WHAT THE EXERCISE ASKS: Word for word, return every record.

INFORMATION SUPPLIED Start Marker

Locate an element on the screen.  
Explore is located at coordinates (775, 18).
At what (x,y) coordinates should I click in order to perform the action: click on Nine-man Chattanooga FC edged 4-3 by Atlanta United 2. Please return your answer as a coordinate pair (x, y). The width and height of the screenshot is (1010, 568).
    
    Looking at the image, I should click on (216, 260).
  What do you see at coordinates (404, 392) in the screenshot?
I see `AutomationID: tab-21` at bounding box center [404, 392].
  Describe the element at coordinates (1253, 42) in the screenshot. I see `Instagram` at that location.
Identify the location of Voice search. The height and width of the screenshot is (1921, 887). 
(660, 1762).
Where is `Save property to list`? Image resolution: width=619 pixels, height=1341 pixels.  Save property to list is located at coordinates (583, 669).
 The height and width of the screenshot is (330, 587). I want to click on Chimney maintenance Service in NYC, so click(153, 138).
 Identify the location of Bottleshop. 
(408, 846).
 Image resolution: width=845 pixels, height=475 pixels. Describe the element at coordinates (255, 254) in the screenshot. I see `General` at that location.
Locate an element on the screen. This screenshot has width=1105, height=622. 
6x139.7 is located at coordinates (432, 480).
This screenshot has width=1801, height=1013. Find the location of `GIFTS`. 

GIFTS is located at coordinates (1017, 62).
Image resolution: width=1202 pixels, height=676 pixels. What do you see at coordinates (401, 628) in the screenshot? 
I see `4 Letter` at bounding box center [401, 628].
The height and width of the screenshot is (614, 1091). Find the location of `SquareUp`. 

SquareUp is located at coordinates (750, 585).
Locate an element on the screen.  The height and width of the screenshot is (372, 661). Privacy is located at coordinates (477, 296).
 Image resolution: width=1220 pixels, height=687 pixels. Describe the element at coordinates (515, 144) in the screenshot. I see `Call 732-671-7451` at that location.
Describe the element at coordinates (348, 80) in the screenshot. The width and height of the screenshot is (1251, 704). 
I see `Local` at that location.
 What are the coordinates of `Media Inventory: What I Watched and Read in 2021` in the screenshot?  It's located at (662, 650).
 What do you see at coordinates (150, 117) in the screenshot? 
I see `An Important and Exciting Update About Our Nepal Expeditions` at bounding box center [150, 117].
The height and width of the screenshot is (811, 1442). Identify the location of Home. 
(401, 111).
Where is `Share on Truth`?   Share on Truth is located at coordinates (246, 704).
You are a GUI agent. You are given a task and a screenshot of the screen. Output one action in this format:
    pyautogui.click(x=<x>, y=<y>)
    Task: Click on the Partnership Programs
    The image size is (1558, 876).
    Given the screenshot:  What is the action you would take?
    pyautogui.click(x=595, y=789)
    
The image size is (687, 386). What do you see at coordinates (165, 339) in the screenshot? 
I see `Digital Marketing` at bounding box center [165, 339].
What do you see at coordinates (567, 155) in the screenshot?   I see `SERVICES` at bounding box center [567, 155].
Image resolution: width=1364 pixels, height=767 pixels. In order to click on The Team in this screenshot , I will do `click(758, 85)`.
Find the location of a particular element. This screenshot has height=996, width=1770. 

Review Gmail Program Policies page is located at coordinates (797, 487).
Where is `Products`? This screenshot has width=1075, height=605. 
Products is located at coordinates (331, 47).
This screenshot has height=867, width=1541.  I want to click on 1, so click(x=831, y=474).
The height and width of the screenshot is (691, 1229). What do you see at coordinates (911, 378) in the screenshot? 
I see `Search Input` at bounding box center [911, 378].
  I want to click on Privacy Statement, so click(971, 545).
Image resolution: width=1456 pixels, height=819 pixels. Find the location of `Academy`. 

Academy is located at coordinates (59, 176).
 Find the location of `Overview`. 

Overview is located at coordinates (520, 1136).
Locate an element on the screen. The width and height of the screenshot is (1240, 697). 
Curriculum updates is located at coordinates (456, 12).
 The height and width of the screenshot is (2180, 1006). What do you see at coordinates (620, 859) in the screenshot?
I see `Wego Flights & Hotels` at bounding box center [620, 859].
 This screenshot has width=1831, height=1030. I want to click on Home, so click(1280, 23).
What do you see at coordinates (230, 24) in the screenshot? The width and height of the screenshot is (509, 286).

INFORMATION SUPPLIED End Marker

WORKED SOLUTION:
Locate an element on the screen.  
Explore is located at coordinates (775, 18).
At what (x,y) coordinates should I click in order to perform the action: click on Nine-man Chattanooga FC edged 4-3 by Atlanta United 2. Please return your answer as a coordinate pair (x, y). The width and height of the screenshot is (1010, 568).
    
    Looking at the image, I should click on (216, 260).
  What do you see at coordinates (404, 392) in the screenshot?
I see `AutomationID: tab-21` at bounding box center [404, 392].
  Describe the element at coordinates (1253, 42) in the screenshot. I see `Instagram` at that location.
Identify the location of Voice search. The height and width of the screenshot is (1921, 887). 
(660, 1762).
Where is `Save property to list`? Image resolution: width=619 pixels, height=1341 pixels.  Save property to list is located at coordinates (583, 669).
 The height and width of the screenshot is (330, 587). I want to click on Chimney maintenance Service in NYC, so click(153, 138).
 Identify the location of Bottleshop. 
(408, 846).
 Image resolution: width=845 pixels, height=475 pixels. Describe the element at coordinates (255, 254) in the screenshot. I see `General` at that location.
Locate an element on the screen. This screenshot has width=1105, height=622. 
6x139.7 is located at coordinates (432, 480).
This screenshot has width=1801, height=1013. Find the location of `GIFTS`. 

GIFTS is located at coordinates (1017, 62).
Image resolution: width=1202 pixels, height=676 pixels. What do you see at coordinates (401, 628) in the screenshot? 
I see `4 Letter` at bounding box center [401, 628].
The height and width of the screenshot is (614, 1091). Find the location of `SquareUp`. 

SquareUp is located at coordinates (750, 585).
Locate an element on the screen.  The height and width of the screenshot is (372, 661). Privacy is located at coordinates (477, 296).
 Image resolution: width=1220 pixels, height=687 pixels. Describe the element at coordinates (515, 144) in the screenshot. I see `Call 732-671-7451` at that location.
Describe the element at coordinates (348, 80) in the screenshot. The width and height of the screenshot is (1251, 704). 
I see `Local` at that location.
 What are the coordinates of `Media Inventory: What I Watched and Read in 2021` in the screenshot?  It's located at (662, 650).
 What do you see at coordinates (150, 117) in the screenshot? 
I see `An Important and Exciting Update About Our Nepal Expeditions` at bounding box center [150, 117].
The height and width of the screenshot is (811, 1442). Identify the location of Home. 
(401, 111).
Where is `Share on Truth`?   Share on Truth is located at coordinates (246, 704).
You are a GUI agent. You are given a task and a screenshot of the screen. Output one action in this format:
    pyautogui.click(x=<x>, y=<y>)
    Task: Click on the Partnership Programs
    The image size is (1558, 876).
    Given the screenshot:  What is the action you would take?
    pyautogui.click(x=595, y=789)
    
The image size is (687, 386). What do you see at coordinates (165, 339) in the screenshot? 
I see `Digital Marketing` at bounding box center [165, 339].
What do you see at coordinates (567, 155) in the screenshot?   I see `SERVICES` at bounding box center [567, 155].
Image resolution: width=1364 pixels, height=767 pixels. In order to click on The Team in this screenshot , I will do `click(758, 85)`.
Find the location of a particular element. This screenshot has height=996, width=1770. 

Review Gmail Program Policies page is located at coordinates (797, 487).
Where is `Products`? This screenshot has width=1075, height=605. 
Products is located at coordinates (331, 47).
This screenshot has height=867, width=1541.  I want to click on 1, so click(x=831, y=474).
The height and width of the screenshot is (691, 1229). What do you see at coordinates (911, 378) in the screenshot? 
I see `Search Input` at bounding box center [911, 378].
  I want to click on Privacy Statement, so click(971, 545).
Image resolution: width=1456 pixels, height=819 pixels. Find the location of `Academy`. 

Academy is located at coordinates (59, 176).
 Find the location of `Overview`. 

Overview is located at coordinates (520, 1136).
Locate an element on the screen. The width and height of the screenshot is (1240, 697). 
Curriculum updates is located at coordinates (456, 12).
 The height and width of the screenshot is (2180, 1006). What do you see at coordinates (620, 859) in the screenshot?
I see `Wego Flights & Hotels` at bounding box center [620, 859].
 This screenshot has width=1831, height=1030. I want to click on Home, so click(1280, 23).
What do you see at coordinates (230, 24) in the screenshot? The width and height of the screenshot is (509, 286).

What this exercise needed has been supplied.